There had been no one upstairs, but there was a big bedroom there with two small beds, one against the east wall and one against the south, three windows, and two dressers. Her brother had wanted a room of his own; but she, terrified at the thought of lying alone in the dark, promised that the room would be his room and she would have no room-that she would sweep and dust his room for him every day, and make his bed for him.

Reluctantly, he consented.

They ate canned chili the first night, and oatmeal the next morning. The house, they found, had three floors and fourteen rooms fifteen counting the pantry. The TV, which Jill had turned off when she had left the room to heat their supper, was on again, still on mute.

There was an attached garage, with two cars. Her brother spent all afternoon hunting for the keys to one or the other without finding them. Indeed, without finding any keys at all.

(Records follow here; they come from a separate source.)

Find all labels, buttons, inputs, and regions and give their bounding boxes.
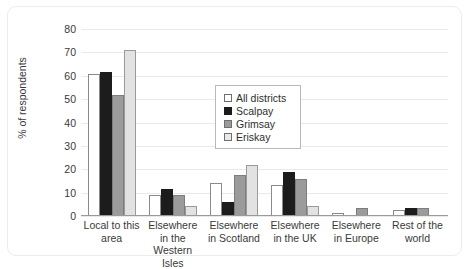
y-axis-tick-label: 10 [50,188,76,198]
bar [332,213,344,215]
bar-group [81,29,142,215]
x-axis-label: Elsewhere in the UK [265,219,326,269]
y-axis-tick-label: 60 [50,71,76,81]
x-axis-label: Rest of the world [387,219,448,269]
bar [210,183,222,215]
y-axis-tick-label: 80 [50,24,76,34]
legend-swatch-icon [224,133,232,141]
y-axis-tick-label: 50 [50,94,76,104]
bar [271,185,283,215]
legend-item-label: Grimsay [236,118,275,130]
bar [356,208,368,215]
y-axis-tick-label: 0 [50,211,76,221]
bar [112,95,124,215]
chart-legend: All districtsScalpayGrimsayEriskay [215,85,301,149]
bar [88,74,100,215]
bar [124,50,136,215]
bar-group [142,29,203,215]
x-axis-label: Elsewhere in Europe [326,219,387,269]
bar [295,179,307,215]
bar [405,208,417,215]
legend-swatch-icon [224,94,232,102]
y-axis-tick-label: 70 [50,47,76,57]
x-axis-label: Local to this area [81,219,142,269]
bar [100,72,112,215]
bar-group [387,29,448,215]
bar [283,172,295,215]
y-axis-tick-label: 20 [50,164,76,174]
legend-item-label: Eriskay [236,131,270,143]
bar [149,195,161,215]
x-axis-label: Elsewhere in Scotland [203,219,264,269]
bar-group [326,29,387,215]
bar [173,195,185,215]
bar [393,210,405,215]
legend-swatch-icon [224,107,232,115]
legend-item: All districts [224,91,286,104]
x-axis-label: Elsewhere in the Western Isles [142,219,203,269]
x-axis-category-labels: Local to this areaElsewhere in the Weste… [81,219,448,269]
y-axis-tick-labels: 80706050403020100 [46,29,76,216]
bar [307,206,319,215]
bar [185,206,197,215]
bar [222,202,234,215]
bar [417,208,429,215]
y-axis-tick-label: 30 [50,141,76,151]
gridline [81,216,448,217]
bar [161,189,173,215]
bar [246,165,258,215]
legend-item: Scalpay [224,104,286,117]
legend-item-label: All districts [236,92,286,104]
bar [234,175,246,215]
legend-item-label: Scalpay [236,105,273,117]
y-axis-tick-label: 40 [50,118,76,128]
legend-item: Grimsay [224,117,286,130]
y-axis-title: % of respondents [16,23,28,173]
chart-figure-card: % of respondents 80706050403020100 Local… [7,6,462,256]
legend-swatch-icon [224,120,232,128]
legend-item: Eriskay [224,130,286,143]
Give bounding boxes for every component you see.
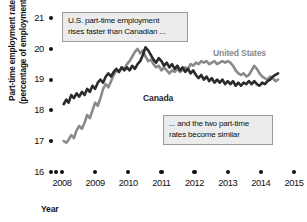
x-tick-dot-2015: [292, 170, 296, 174]
x-tick-dot-2011: [159, 170, 163, 174]
x-tick-label-2012: 2012: [180, 178, 210, 188]
y-tick-label-19: 19: [24, 74, 44, 84]
x-tick-dot-2009: [93, 170, 97, 174]
y-tick-label-17: 17: [24, 136, 44, 146]
x-tick-dot-2014: [259, 170, 263, 174]
callout-us-rises: U.S. part-time employment rises faster t…: [62, 12, 188, 42]
y-tick-dot-19: [49, 78, 53, 82]
callout-us-rises-line2: rises faster than Canadian ...: [68, 27, 182, 38]
x-tick-label-2014: 2014: [246, 178, 276, 188]
y-tick-label-21: 21: [24, 13, 44, 23]
callout-rates-similar-line1: ... and the two part-time: [169, 119, 267, 130]
y-axis-title-line1: Part-time employment rate: [7, 0, 17, 101]
y-tick-dot-17: [49, 139, 53, 143]
callout-rates-similar: ... and the two part-time rates become s…: [163, 115, 273, 145]
x-tick-label-2013: 2013: [213, 178, 243, 188]
y-tick-label-18: 18: [24, 105, 44, 115]
y-tick-dot-16: [49, 170, 53, 174]
x-tick-label-2015: 2015: [279, 178, 307, 188]
x-tick-dot-2012: [192, 170, 196, 174]
y-tick-label-20: 20: [24, 44, 44, 54]
x-axis-title: Year: [41, 204, 59, 214]
y-tick-dot-21: [49, 16, 53, 20]
x-tick-label-2011: 2011: [146, 178, 176, 188]
x-tick-label-2008: 2008: [47, 178, 77, 188]
callout-rates-similar-line2: rates become similar: [169, 130, 267, 141]
y-tick-dot-20: [49, 47, 53, 51]
x-tick-label-2010: 2010: [113, 178, 143, 188]
y-tick-dot-18: [49, 108, 53, 112]
series-label-united-states: United States: [213, 48, 266, 58]
y-tick-label-16: 16: [24, 167, 44, 177]
callout-us-rises-line1: U.S. part-time employment: [68, 16, 182, 27]
x-tick-dot-2008: [60, 170, 64, 174]
series-label-canada: Canada: [143, 93, 173, 103]
x-tick-label-2009: 2009: [80, 178, 110, 188]
chart-root: Part-time employment rate (percentage of…: [0, 0, 307, 222]
x-tick-dot-origin: [54, 170, 58, 174]
x-tick-dot-2013: [226, 170, 230, 174]
x-tick-dot-2010: [126, 170, 130, 174]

In the living room, the man who had been (silently) talking talked silently still, on and on. Jill spent most of her time watching him, and eventually concluded that he was on tape. His last remark (at which he looked down at the polished top of his desk) being followed by his first.

That evening, as she prepared Vienna sausages and canned potato salad, she heard her brother shout, "Dad!" The shout was followed by the banging of a door and the sound of her brother’s running feet.

She ran too, and caught up with him as he was looking through a narrow doorway in the back hall. "I saw him!" he said. "He was standing there looking right at me."

The narrow doorway opened upon darkness and equally narrow wooden steps.

"Then I heard this slam. I know it was this one. It had to be!"

Jill looked down, troubled by a draft from the doorway that was surely cold, dank, and foul. "It looks like the basement," she said.

"It is the basement. I’ve been down here a couple times, only I never could find the light. I kept thinking I’d find a flashlight and come down again." Her brother started down the steps, and turned in surprise when a single dim bulb suspended from a wire came on. "How’d you do that, Jelly?"

"The switch is here in the hall, on the wall behind the door."

"Well, come on! Aren’t you coming?"

She did. "I wish we were back at that place."

Her brother did not hear her. Or if he heard her, chose to ignore her. "He’s down here somewhere, Jelly-he’s got to be. With two of us, he can’t hide very long."

"Isn’t there any other way out?"

Читать дальше
Тёмная тема
Сбросить

Интервал:

Закладка:

Сделать

Похожие книги на «Wastelands: Stories of the Apocalipse»

Представляем Вашему вниманию похожие книги на «Wastelands: Stories of the Apocalipse» списком для выбора. Мы отобрали схожую по названию и смыслу литературу в надежде предоставить читателям больше вариантов отыскать новые, интересные, ещё непрочитанные произведения.


Отзывы о книге «Wastelands: Stories of the Apocalipse»

Обсуждение, отзывы о книге «Wastelands: Stories of the Apocalipse» и просто собственные мнения читателей. Оставьте ваши комментарии, напишите, что Вы думаете о произведении, его смысле или главных героях. Укажите что конкретно понравилось, а что нет, и почему Вы так считаете.